Environmental organisations such as Mackay Conservation Group have focused on preventing the Adani mine from being constructed for several years. We have built a movement of two million people around the country who support organisations that are part of the Stop Adani alliance. That leads some people to wonder why we aren’t focussed on the other mines planned for the Galilee Basin and elsewhere.

In 2012 it appeared that the first cab off the rank would be the GVK-Hancock Alpha mine. It attracted a lot of attention from the environmental movement.
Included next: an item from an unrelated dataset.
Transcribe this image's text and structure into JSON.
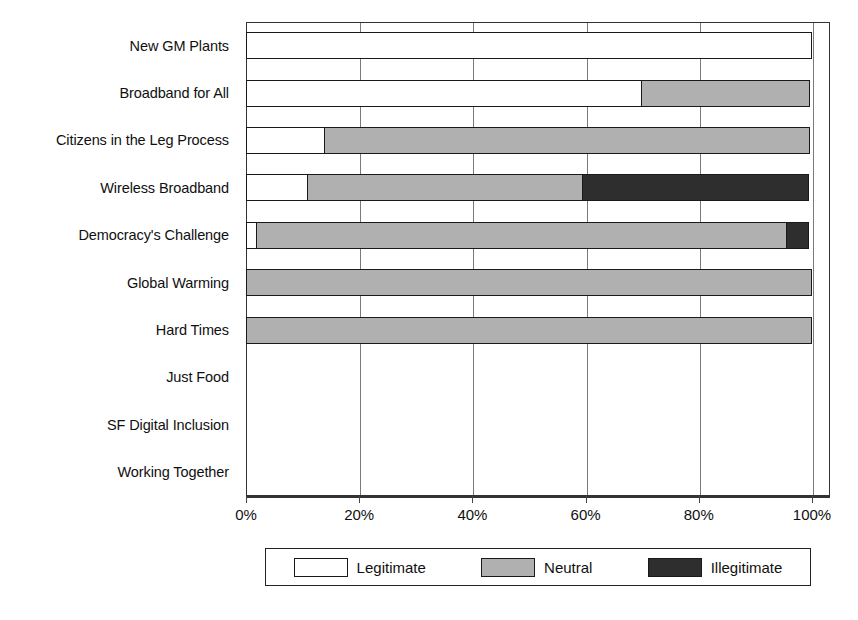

That project hasn’t gone anywhere, while Adani has been eyeing off opportunities to open its mine with generous support from taxpayers including low-interest loans and special royalties deals.

If it ever goes ahead, the Adani mine will pave the way for opening up the Galilee Basin to coal mining. The proposed projects in the Galilee Basin would add an additional 300 million tonnes of coal to Queensland’s annual production. Some of those mines have life spans of 150 years. If the Galilee Basin was a country, it would generate more greenhouse gas pollution than all but six nations on Earth.

Burning coal produces carbon dioxide which acts like a blanket on the planet, trapping heat that would normally pass safely through the atmosphere and out into space. It warms the surface of the Earth which in turn causes havoc with rainfall other processes we depend upon for our food and livelihoods.

That’s why Adani has attracted so much attention. Without the Adani mine, it is unlikely that any new coal mines will open in the Galilee Basin and the coal will remain safely in the ground where it won’t cause harm to anyone.

The consensus of scientists around the world is that global warming is real, it’s caused by humans and without urgent action global temperature increases will become out of control. Scientists have calculated that to keep global temperature rises below two degrees will require us to stop burning coal to make electricity within 30 years and we must halve the volume of coking coal burned for steel production.

If we don’t meet those targets then we will be faced with a future where Mackay will be drowned by rising oceans as ice caps melt, we will also suffer through harsher and longer droughts and more intense cyclones. We have no choice but to stop Adani.